T cells from CCL5-KO mice are known to have baseline defects with potential but unknown compensation during development (39). To rule out this potential confounder, we used a pharmacological inhibitor of CCL5 given just before therapy in WT mice to extend our observations. C57BL/6J mice were subcutaneously injected with 4662.MD10 and were treated with CD40/ICB, anti-CCL5, both, or neither, according to the schema in Supplemental Figure 5B. CCL5 blockade alone did not affect tumor growth, or affect the rate of tumor progression, compared to control antibody (Figure 4, D and E). Although CD40/ICB showed major tumor growth delay and high rate of tumor regressions, these effects were abrogated with the addition of anti-CCL5 to CD40/ICB treatment. Additionally, tumor-bearing mice treated with anti-CCL5 and CD40/ICB had significantly worse long-term survival compared with those treated with CD40/ICB alone (Figure 4F).

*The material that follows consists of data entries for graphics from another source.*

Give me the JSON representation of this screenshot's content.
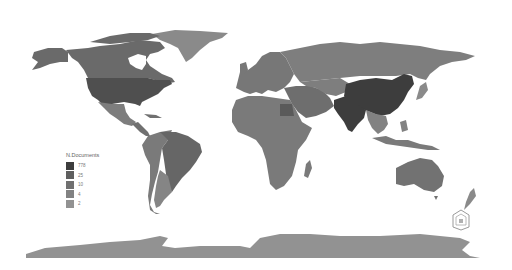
{
  "map": {
    "type": "choropleth-world",
    "projection": "equirectangular",
    "background": "#ffffff"
  },
  "legend": {
    "title": "N.Documents",
    "items": [
      {
        "label": "778",
        "color": "#3d3d3d"
      },
      {
        "label": "25",
        "color": "#5f5f5f"
      },
      {
        "label": "10",
        "color": "#707070"
      },
      {
        "label": "4",
        "color": "#828282"
      },
      {
        "label": "2",
        "color": "#929292"
      }
    ]
  },
  "regions": {
    "china": "#3d3d3d",
    "india": "#3d3d3d",
    "usa": "#4f4f4f",
    "canada": "#6a6a6a",
    "alaska": "#6a6a6a",
    "greenland": "#8a8a8a",
    "mexico": "#7d7d7d",
    "central_america": "#707070",
    "brazil": "#666666",
    "south_america_west": "#7a7a7a",
    "argentina": "#858585",
    "europe": "#777777",
    "russia": "#7e7e7e",
    "middle_east": "#6e6e6e",
    "egypt": "#5a5a5a",
    "africa": "#7a7a7a",
    "southeast_asia": "#828282",
    "indonesia": "#7a7a7a",
    "australia": "#727272",
    "new_zealand": "#8a8a8a",
    "antarctica": "#929292",
    "japan": "#8a8a8a"
  },
  "logo": {
    "name": "publisher-logo"
  }
}
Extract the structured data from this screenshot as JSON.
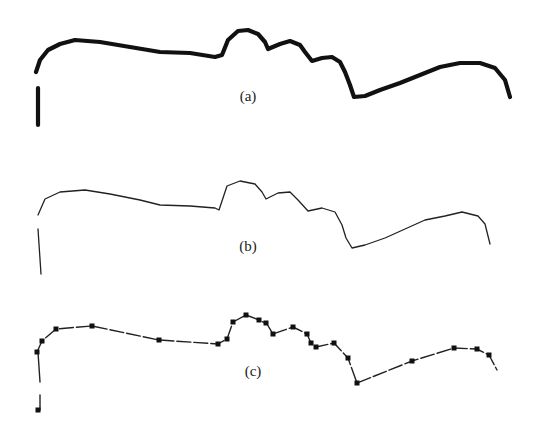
{
  "figure": {
    "panels": [
      {
        "id": "a",
        "label": "(a)",
        "style": "thick",
        "label_pos": [
          248,
          101
        ],
        "stem": [
          [
            38,
            125
          ],
          [
            38,
            88
          ]
        ],
        "points": [
          [
            36,
            72
          ],
          [
            40,
            60
          ],
          [
            48,
            50
          ],
          [
            60,
            44
          ],
          [
            75,
            40
          ],
          [
            100,
            42
          ],
          [
            130,
            47
          ],
          [
            160,
            52
          ],
          [
            190,
            53
          ],
          [
            215,
            57
          ],
          [
            222,
            55
          ],
          [
            228,
            40
          ],
          [
            238,
            31
          ],
          [
            248,
            30
          ],
          [
            258,
            34
          ],
          [
            265,
            42
          ],
          [
            268,
            49
          ],
          [
            280,
            44
          ],
          [
            290,
            41
          ],
          [
            300,
            45
          ],
          [
            305,
            52
          ],
          [
            312,
            61
          ],
          [
            322,
            58
          ],
          [
            332,
            57
          ],
          [
            340,
            62
          ],
          [
            345,
            72
          ],
          [
            350,
            85
          ],
          [
            354,
            97
          ],
          [
            365,
            96
          ],
          [
            380,
            90
          ],
          [
            400,
            83
          ],
          [
            420,
            75
          ],
          [
            440,
            67
          ],
          [
            460,
            63
          ],
          [
            480,
            63
          ],
          [
            495,
            68
          ],
          [
            505,
            80
          ],
          [
            510,
            97
          ]
        ]
      },
      {
        "id": "b",
        "label": "(b)",
        "style": "thin",
        "label_pos": [
          248,
          251
        ],
        "stem": [
          [
            38,
            229
          ],
          [
            41,
            274
          ]
        ],
        "points": [
          [
            38,
            215
          ],
          [
            45,
            199
          ],
          [
            60,
            192
          ],
          [
            85,
            190
          ],
          [
            110,
            194
          ],
          [
            140,
            200
          ],
          [
            160,
            205
          ],
          [
            190,
            206
          ],
          [
            215,
            208
          ],
          [
            219,
            210
          ],
          [
            227,
            186
          ],
          [
            240,
            181
          ],
          [
            255,
            184
          ],
          [
            262,
            192
          ],
          [
            266,
            199
          ],
          [
            278,
            193
          ],
          [
            290,
            192
          ],
          [
            298,
            200
          ],
          [
            308,
            211
          ],
          [
            322,
            208
          ],
          [
            335,
            212
          ],
          [
            342,
            225
          ],
          [
            346,
            238
          ],
          [
            352,
            248
          ],
          [
            365,
            245
          ],
          [
            385,
            238
          ],
          [
            405,
            229
          ],
          [
            425,
            220
          ],
          [
            445,
            216
          ],
          [
            462,
            212
          ],
          [
            478,
            216
          ],
          [
            485,
            224
          ],
          [
            490,
            244
          ]
        ]
      },
      {
        "id": "c",
        "label": "(c)",
        "style": "polyline-with-markers",
        "label_pos": [
          253,
          376
        ],
        "stem": [
          [
            38,
            352
          ],
          [
            40,
            382
          ]
        ],
        "stem_bottom": [
          [
            40,
            395
          ],
          [
            40,
            410
          ],
          [
            38,
            410
          ]
        ],
        "points": [
          [
            37,
            352
          ],
          [
            42,
            341
          ],
          [
            56,
            329
          ],
          [
            92,
            326
          ],
          [
            159,
            340
          ],
          [
            218,
            344
          ],
          [
            227,
            339
          ],
          [
            233,
            322
          ],
          [
            246,
            315
          ],
          [
            259,
            320
          ],
          [
            267,
            324
          ],
          [
            273,
            334
          ],
          [
            293,
            327
          ],
          [
            307,
            334
          ],
          [
            311,
            343
          ],
          [
            316,
            347
          ],
          [
            334,
            343
          ],
          [
            348,
            358
          ],
          [
            357,
            383
          ],
          [
            412,
            361
          ],
          [
            454,
            348
          ],
          [
            477,
            349
          ],
          [
            489,
            355
          ],
          [
            497,
            370
          ]
        ],
        "markers": [
          [
            37,
            352
          ],
          [
            42,
            341
          ],
          [
            56,
            329
          ],
          [
            92,
            326
          ],
          [
            159,
            340
          ],
          [
            218,
            344
          ],
          [
            227,
            339
          ],
          [
            233,
            322
          ],
          [
            246,
            315
          ],
          [
            259,
            320
          ],
          [
            266,
            323
          ],
          [
            273,
            334
          ],
          [
            293,
            327
          ],
          [
            307,
            334
          ],
          [
            311,
            343
          ],
          [
            316,
            347
          ],
          [
            334,
            343
          ],
          [
            348,
            358
          ],
          [
            357,
            383
          ],
          [
            412,
            361
          ],
          [
            454,
            348
          ],
          [
            477,
            349
          ],
          [
            489,
            355
          ],
          [
            38,
            410
          ]
        ]
      }
    ]
  }
}
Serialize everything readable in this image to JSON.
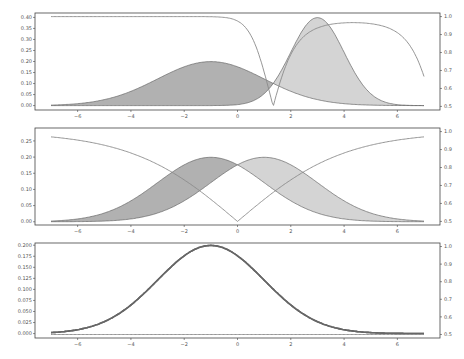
{
  "chart_data": [
    {
      "type": "area",
      "title": "",
      "xlabel": "",
      "ylabel": "",
      "y2label": "",
      "xlim": [
        -7.6,
        7.6
      ],
      "ylim": [
        -0.02,
        0.42
      ],
      "y2lim": [
        0.48,
        1.02
      ],
      "xticks": [
        "-6",
        "-4",
        "-2",
        "0",
        "2",
        "4",
        "6"
      ],
      "yticks": [
        "0.00",
        "0.05",
        "0.10",
        "0.15",
        "0.20",
        "0.25",
        "0.30",
        "0.35",
        "0.40"
      ],
      "y2ticks": [
        "0.5",
        "0.6",
        "0.7",
        "0.8",
        "0.9",
        "1.0"
      ],
      "grid": false,
      "series": [
        {
          "name": "density A (mean -1, sd 2)",
          "kind": "filled",
          "color": "#a8a8a8",
          "mu": -1,
          "sigma": 2,
          "peak": 0.2
        },
        {
          "name": "density B (mean 3, sd 1)",
          "kind": "filled",
          "color": "#cfcfcf",
          "mu": 3,
          "sigma": 1,
          "peak": 0.4
        },
        {
          "name": "ratio curve",
          "kind": "line",
          "axis": "right",
          "color": "#888888",
          "min_at_x": 1.2,
          "min_value": 0.5,
          "plateau_left": 1.0,
          "plateau_right": 0.97,
          "end_value": 0.67
        }
      ]
    },
    {
      "type": "area",
      "xlim": [
        -7.6,
        7.6
      ],
      "ylim": [
        -0.01,
        0.29
      ],
      "y2lim": [
        0.48,
        1.02
      ],
      "xticks": [
        "-6",
        "-4",
        "-2",
        "0",
        "2",
        "4",
        "6"
      ],
      "yticks": [
        "0.00",
        "0.05",
        "0.10",
        "0.15",
        "0.20",
        "0.25"
      ],
      "y2ticks": [
        "0.5",
        "0.6",
        "0.7",
        "0.8",
        "0.9",
        "1.0"
      ],
      "grid": false,
      "series": [
        {
          "name": "density A (mean -1, sd 2)",
          "kind": "filled",
          "color": "#a8a8a8",
          "mu": -1,
          "sigma": 2,
          "peak": 0.2
        },
        {
          "name": "density B (mean 1, sd 2)",
          "kind": "filled",
          "color": "#cfcfcf",
          "mu": 1,
          "sigma": 2,
          "peak": 0.2
        },
        {
          "name": "ratio curve",
          "kind": "line",
          "axis": "right",
          "color": "#888888",
          "min_at_x": -0.3,
          "min_value": 0.5,
          "plateau_left": 1.0,
          "peak_right": 0.81,
          "end_value": 0.58
        }
      ]
    },
    {
      "type": "line",
      "xlim": [
        -7.6,
        7.6
      ],
      "ylim": [
        -0.01,
        0.205
      ],
      "y2lim": [
        0.48,
        1.02
      ],
      "xticks": [
        "-6",
        "-4",
        "-2",
        "0",
        "2",
        "4",
        "6"
      ],
      "yticks": [
        "0.000",
        "0.025",
        "0.050",
        "0.075",
        "0.100",
        "0.125",
        "0.150",
        "0.175",
        "0.200"
      ],
      "y2ticks": [
        "0.5",
        "0.6",
        "0.7",
        "0.8",
        "0.9",
        "1.0"
      ],
      "grid": false,
      "series": [
        {
          "name": "density A (mean -1, sd 2)",
          "kind": "filled",
          "color": "#a8a8a8",
          "mu": -1,
          "sigma": 2,
          "peak": 0.2
        },
        {
          "name": "density B (mean -1, sd 2)",
          "kind": "filled",
          "color": "#cfcfcf",
          "mu": -1,
          "sigma": 2,
          "peak": 0.2
        },
        {
          "name": "ratio curve",
          "kind": "line",
          "axis": "right",
          "color": "#777777",
          "note": "constant 0.5, overlaps baseline"
        }
      ]
    }
  ]
}
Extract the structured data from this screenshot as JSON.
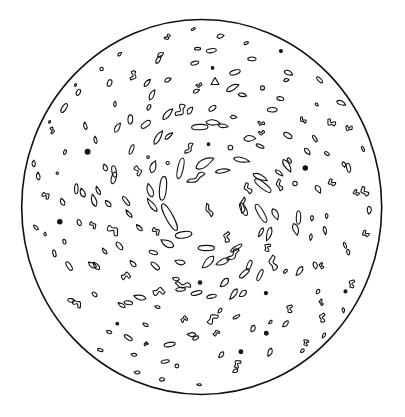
{
  "figure": {
    "width": 405,
    "height": 417,
    "background": "#ffffff",
    "stroke_color": "#111111",
    "boundary": {
      "cx": 201.7,
      "cy": 207,
      "rx": 180,
      "ry": 187.5,
      "stroke_width": 1.6
    },
    "vortex_center": {
      "x": 205,
      "y": 202
    },
    "blob_stroke_width": 1.1,
    "rings": [
      {
        "r": 40,
        "count": 10,
        "size": 6.5,
        "elong": 2.6,
        "phase": 0.3
      },
      {
        "r": 58,
        "count": 18,
        "size": 5.5,
        "elong": 2.3,
        "phase": 0.9
      },
      {
        "r": 75,
        "count": 24,
        "size": 5.0,
        "elong": 2.0,
        "phase": 0.1
      },
      {
        "r": 92,
        "count": 28,
        "size": 4.6,
        "elong": 1.9,
        "phase": 0.6
      },
      {
        "r": 110,
        "count": 30,
        "size": 4.2,
        "elong": 1.8,
        "phase": 1.2
      },
      {
        "r": 128,
        "count": 32,
        "size": 4.0,
        "elong": 1.7,
        "phase": 0.4
      },
      {
        "r": 146,
        "count": 34,
        "size": 3.8,
        "elong": 1.6,
        "phase": 0.8
      },
      {
        "r": 163,
        "count": 34,
        "size": 3.6,
        "elong": 1.6,
        "phase": 0.2
      },
      {
        "r": 176,
        "count": 30,
        "size": 3.2,
        "elong": 1.5,
        "phase": 1.0
      }
    ],
    "special_blobs": [
      {
        "x": 196,
        "y": 178,
        "w": 20,
        "h": 5,
        "angle": -25,
        "kind": "squiggle"
      },
      {
        "x": 209,
        "y": 210,
        "w": 14,
        "h": 4,
        "angle": 70,
        "kind": "squiggle"
      },
      {
        "x": 243,
        "y": 205,
        "w": 16,
        "h": 4,
        "angle": 100,
        "kind": "squiggle"
      },
      {
        "x": 183,
        "y": 285,
        "w": 16,
        "h": 5,
        "angle": 15,
        "kind": "squiggle"
      },
      {
        "x": 233,
        "y": 255,
        "w": 16,
        "h": 5,
        "angle": -40,
        "kind": "squiggle"
      },
      {
        "x": 215,
        "y": 81,
        "w": 8,
        "h": 7,
        "angle": 0,
        "kind": "triangle"
      }
    ],
    "seed": 1729
  }
}
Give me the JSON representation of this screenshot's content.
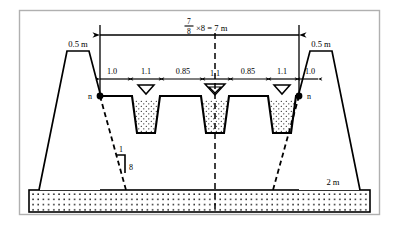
{
  "figure": {
    "frame_color": "#b0b0b0",
    "line_color": "#000000",
    "fill_color": "#ffffff"
  },
  "span": {
    "numerator": "7",
    "denominator": "8",
    "multiplier": "×8 = 7 m",
    "full_text": "7/8 ×8 = 7 m"
  },
  "dimensions": {
    "labels": [
      "1.0",
      "1.1",
      "0.85",
      "1.1",
      "0.85",
      "1.1",
      "1.0"
    ],
    "positions_x": [
      112,
      146,
      183,
      215,
      248,
      282,
      310
    ]
  },
  "embankments": {
    "left_crest_label": "0.5 m",
    "right_crest_label": "0.5 m"
  },
  "nodes": {
    "left_label": "n",
    "right_label": "n"
  },
  "slope_marker": {
    "horizontal_label": "1",
    "vertical_label": "8"
  },
  "base": {
    "thickness_label": "2 m"
  },
  "trenches": [
    {
      "name": "left-trench",
      "center_x": 146,
      "water_marker": "single"
    },
    {
      "name": "center-trench",
      "center_x": 215,
      "water_marker": "double"
    },
    {
      "name": "right-trench",
      "center_x": 282,
      "water_marker": "single"
    }
  ]
}
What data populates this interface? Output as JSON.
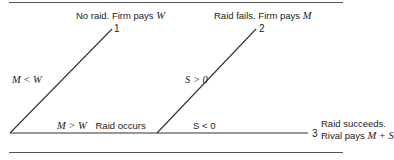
{
  "diagram": {
    "type": "decision-tree",
    "colors": {
      "line": "#333333",
      "rule": "#555555",
      "text": "#222222"
    },
    "nodes": [
      {
        "id": "1",
        "label": "1",
        "outcome_text": "No raid.  Firm pays ",
        "outcome_math": "W"
      },
      {
        "id": "2",
        "label": "2",
        "outcome_text": "Raid fails.  Firm pays ",
        "outcome_math": "M"
      },
      {
        "id": "3",
        "label": "3",
        "outcome_line1": "Raid succeeds.",
        "outcome_line2_text": "Rival pays ",
        "outcome_line2_math": "M + S"
      }
    ],
    "edges": [
      {
        "from": "root",
        "to": "1",
        "label_math": "M < W"
      },
      {
        "from": "root",
        "to": "split",
        "label_math": "M > W",
        "label_text": "Raid occurs"
      },
      {
        "from": "split",
        "to": "2",
        "label_math": "S > 0"
      },
      {
        "from": "split",
        "to": "3",
        "label_text": "S < 0"
      }
    ]
  }
}
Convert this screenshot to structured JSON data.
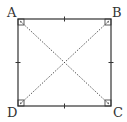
{
  "diagram": {
    "type": "square",
    "vertices": [
      {
        "label": "A",
        "x": 18,
        "y": 19
      },
      {
        "label": "B",
        "x": 111,
        "y": 19
      },
      {
        "label": "C",
        "x": 111,
        "y": 106
      },
      {
        "label": "D",
        "x": 18,
        "y": 106
      }
    ],
    "sides": [
      "AB",
      "BC",
      "CD",
      "DA"
    ],
    "diagonals": [
      "AC",
      "BD"
    ],
    "diagonal_style": "dotted",
    "right_angle_marks": [
      "A",
      "B",
      "C",
      "D"
    ],
    "equal_side_ticks": 1,
    "colors": {
      "stroke": "#333333",
      "background": "#ffffff"
    }
  }
}
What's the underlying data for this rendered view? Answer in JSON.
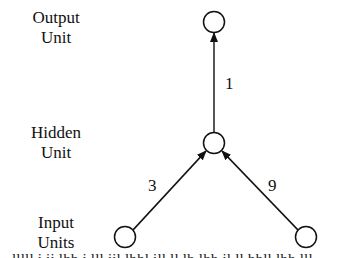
{
  "diagram": {
    "labels": {
      "output": [
        "Output",
        "Unit"
      ],
      "hidden": [
        "Hidden",
        "Unit"
      ],
      "input": [
        "Input",
        "Units"
      ]
    },
    "weights": {
      "hidden_to_output": "1",
      "input_left_to_hidden": "3",
      "input_right_to_hidden": "9"
    },
    "nodes": [
      {
        "id": "output",
        "cx": 214,
        "cy": 22
      },
      {
        "id": "hidden",
        "cx": 214,
        "cy": 143
      },
      {
        "id": "input_left",
        "cx": 125,
        "cy": 237
      },
      {
        "id": "input_right",
        "cx": 306,
        "cy": 237
      }
    ],
    "caption_fragment": "..."
  }
}
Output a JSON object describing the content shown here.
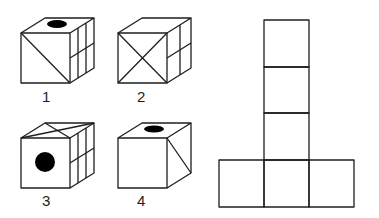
{
  "figure": {
    "cubes": [
      {
        "label": "1",
        "top": "black-oval",
        "front": "diagonal-top-left-to-bottom-right",
        "right": "four-pane-grid"
      },
      {
        "label": "2",
        "top": "blank",
        "front": "x-cross",
        "right": "two-by-two-grid"
      },
      {
        "label": "3",
        "top": "crossed-diagonals",
        "front": "black-circle",
        "right": "four-pane-grid"
      },
      {
        "label": "4",
        "top": "black-oval",
        "front": "blank",
        "right": "diagonal"
      }
    ],
    "net": {
      "shape": "T",
      "squares": 6,
      "layout": "three stacked squares above a row of three"
    }
  },
  "colors": {
    "line": "#1e1e1e",
    "background": "#ffffff",
    "fill": "#000000"
  }
}
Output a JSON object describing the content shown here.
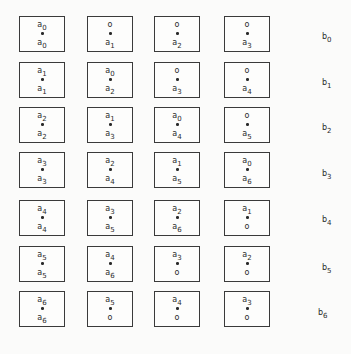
{
  "layout": {
    "col_x": [
      19,
      87,
      154,
      224
    ],
    "row_y": [
      16,
      62,
      107,
      152,
      200,
      246,
      291
    ],
    "b_label_pos": [
      [
        322,
        32
      ],
      [
        322,
        78
      ],
      [
        322,
        123
      ],
      [
        322,
        169
      ],
      [
        322,
        215
      ],
      [
        322,
        263
      ],
      [
        318,
        308
      ]
    ]
  },
  "rows": [
    {
      "b": {
        "base": "b",
        "sub": "0"
      },
      "cells": [
        {
          "top": {
            "base": "a",
            "sub": "0"
          },
          "bottom": {
            "base": "a",
            "sub": "0"
          }
        },
        {
          "top": {
            "base": "o",
            "sub": ""
          },
          "bottom": {
            "base": "a",
            "sub": "1"
          }
        },
        {
          "top": {
            "base": "o",
            "sub": ""
          },
          "bottom": {
            "base": "a",
            "sub": "2"
          }
        },
        {
          "top": {
            "base": "o",
            "sub": ""
          },
          "bottom": {
            "base": "a",
            "sub": "3"
          }
        }
      ]
    },
    {
      "b": {
        "base": "b",
        "sub": "1"
      },
      "cells": [
        {
          "top": {
            "base": "a",
            "sub": "1"
          },
          "bottom": {
            "base": "a",
            "sub": "1"
          }
        },
        {
          "top": {
            "base": "a",
            "sub": "0"
          },
          "bottom": {
            "base": "a",
            "sub": "2"
          }
        },
        {
          "top": {
            "base": "o",
            "sub": ""
          },
          "bottom": {
            "base": "a",
            "sub": "3"
          }
        },
        {
          "top": {
            "base": "o",
            "sub": ""
          },
          "bottom": {
            "base": "a",
            "sub": "4"
          }
        }
      ]
    },
    {
      "b": {
        "base": "b",
        "sub": "2"
      },
      "cells": [
        {
          "top": {
            "base": "a",
            "sub": "2"
          },
          "bottom": {
            "base": "a",
            "sub": "2"
          }
        },
        {
          "top": {
            "base": "a",
            "sub": "1"
          },
          "bottom": {
            "base": "a",
            "sub": "3"
          }
        },
        {
          "top": {
            "base": "a",
            "sub": "0"
          },
          "bottom": {
            "base": "a",
            "sub": "4"
          }
        },
        {
          "top": {
            "base": "o",
            "sub": ""
          },
          "bottom": {
            "base": "a",
            "sub": "5"
          }
        }
      ]
    },
    {
      "b": {
        "base": "b",
        "sub": "3"
      },
      "cells": [
        {
          "top": {
            "base": "a",
            "sub": "3"
          },
          "bottom": {
            "base": "a",
            "sub": "3"
          }
        },
        {
          "top": {
            "base": "a",
            "sub": "2"
          },
          "bottom": {
            "base": "a",
            "sub": "4"
          }
        },
        {
          "top": {
            "base": "a",
            "sub": "1"
          },
          "bottom": {
            "base": "a",
            "sub": "5"
          }
        },
        {
          "top": {
            "base": "a",
            "sub": "0"
          },
          "bottom": {
            "base": "a",
            "sub": "6"
          }
        }
      ]
    },
    {
      "b": {
        "base": "b",
        "sub": "4"
      },
      "cells": [
        {
          "top": {
            "base": "a",
            "sub": "4"
          },
          "bottom": {
            "base": "a",
            "sub": "4"
          }
        },
        {
          "top": {
            "base": "a",
            "sub": "3"
          },
          "bottom": {
            "base": "a",
            "sub": "5"
          }
        },
        {
          "top": {
            "base": "a",
            "sub": "2"
          },
          "bottom": {
            "base": "a",
            "sub": "6"
          }
        },
        {
          "top": {
            "base": "a",
            "sub": "1"
          },
          "bottom": {
            "base": "o",
            "sub": ""
          }
        }
      ]
    },
    {
      "b": {
        "base": "b",
        "sub": "5"
      },
      "cells": [
        {
          "top": {
            "base": "a",
            "sub": "5"
          },
          "bottom": {
            "base": "a",
            "sub": "5"
          }
        },
        {
          "top": {
            "base": "a",
            "sub": "4"
          },
          "bottom": {
            "base": "a",
            "sub": "6"
          }
        },
        {
          "top": {
            "base": "a",
            "sub": "3"
          },
          "bottom": {
            "base": "o",
            "sub": ""
          }
        },
        {
          "top": {
            "base": "a",
            "sub": "2"
          },
          "bottom": {
            "base": "o",
            "sub": ""
          }
        }
      ]
    },
    {
      "b": {
        "base": "b",
        "sub": "6"
      },
      "cells": [
        {
          "top": {
            "base": "a",
            "sub": "6"
          },
          "bottom": {
            "base": "a",
            "sub": "6"
          }
        },
        {
          "top": {
            "base": "a",
            "sub": "5"
          },
          "bottom": {
            "base": "o",
            "sub": ""
          }
        },
        {
          "top": {
            "base": "a",
            "sub": "4"
          },
          "bottom": {
            "base": "o",
            "sub": ""
          }
        },
        {
          "top": {
            "base": "a",
            "sub": "3"
          },
          "bottom": {
            "base": "o",
            "sub": ""
          }
        }
      ]
    }
  ]
}
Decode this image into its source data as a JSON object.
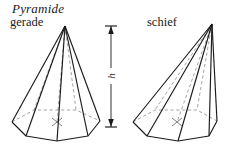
{
  "figure": {
    "title": "Pyramide",
    "labels": {
      "left_pyramid": "gerade",
      "right_pyramid": "schief",
      "height": "h"
    },
    "colors": {
      "stroke": "#1a1a1a",
      "hidden_stroke": "#9a9a9a",
      "background": "#ffffff"
    },
    "geometry": {
      "left_pyramid": {
        "kind": "right-hexagonal-pyramid",
        "apex": [
          65,
          26
        ],
        "base_front": [
          [
            12,
            122
          ],
          [
            26,
            136
          ],
          [
            57,
            141
          ],
          [
            88,
            136
          ],
          [
            100,
            121
          ]
        ],
        "base_back": [
          [
            12,
            122
          ],
          [
            34,
            110
          ],
          [
            76,
            110
          ],
          [
            100,
            121
          ]
        ],
        "center": [
          57,
          122
        ],
        "height_axis": [
          [
            65,
            26
          ],
          [
            57,
            122
          ]
        ]
      },
      "right_pyramid": {
        "kind": "oblique-hexagonal-pyramid",
        "apex": [
          212,
          24
        ],
        "base_front": [
          [
            133,
            122
          ],
          [
            147,
            136
          ],
          [
            178,
            141
          ],
          [
            209,
            136
          ],
          [
            217,
            121
          ]
        ],
        "base_back": [
          [
            133,
            122
          ],
          [
            155,
            110
          ],
          [
            197,
            110
          ],
          [
            217,
            121
          ]
        ],
        "center": [
          177,
          122
        ],
        "height_axis": [
          [
            212,
            24
          ],
          [
            177,
            122
          ]
        ]
      },
      "height_indicator": {
        "x": 111,
        "top_y": 26,
        "bottom_y": 127,
        "tick_half_width": 6
      }
    }
  }
}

We next sought to determine which immune cell types mediated this treatment dependency on CCL5. We used flow cytometry to compare the T cell content of untreated tumors in WT and CCL5-KO mice 16 days after subcutaneous implantation with 4662.MD10. CCL5-KO mice had statistically significantly lower proportions of FoxP3+CD4+ T cells among all CD45+ cells in the tumor compared with WT, although no differences were otherwise found in total T cell, FoxP3–CD4+ T cell, or CD8+ T cell quantity (Figure 5A). We next examined the effect of CCL5 blockade on the tumor microenvironment of tumor-bearing WT mice, with or without CD40/ICB. In contrast to CCL5-KO mice, WT tumor-bearing mice treated with anti-CCL5 did not have altered T cell content compared with untreated mice at day 12 posttreatment (Figure 5B). Treatment with CD40/ICB, as expected, increased the percentage of total T cells, CD4+ T cells, and CD8+ T cells (20). The addition of anti-CCL5 to CD40/ICB at the same time point, however, decreased total T cell infiltration and abrogated the FoxP3–CD4+ T cell influx in response to therapy. Notably, CCL5 blockade did not affect the proportion of FoxP3+CD4+ T cells or CD8+ T cells. These T cell infiltration dynamics were also observed at the level of cells per unit volume of tumor, indicating that CCL5 modulates absolute infiltration and is not simply repolarizing the immune infiltrate (Supplemental Figure 6). FoxP3–CD4+ and CD8+ T cells in the tumor microenvironment were further examined for expression of T cell activation markers. None of these markers changed in CD8+ T cells in any treatment or control condition (Figure 5C). In contrast, a number of changes were observed in CD4+ T cells in both the untreated and CD40/ICB-treated settings. Anti-CCL5 treatment alone increased the percentage of CD4+ T cells expressing CD39, lymphocyte activating 3 (LAG-3), and PD-1, and CD40/ICB decreased the percentage of cells expressing LAG-3 and markedly increased PD-1+ cells compared with untreated controls (Figure 5D). The addition of anti-CCL5 to CD40/ICB also increased the percentage of CD4+ T cells expressing CD39, restored the percentage of cells expressing LAG-3, and did not affect PD-1, compared with CD40/ICB treatment without anti-CCL5.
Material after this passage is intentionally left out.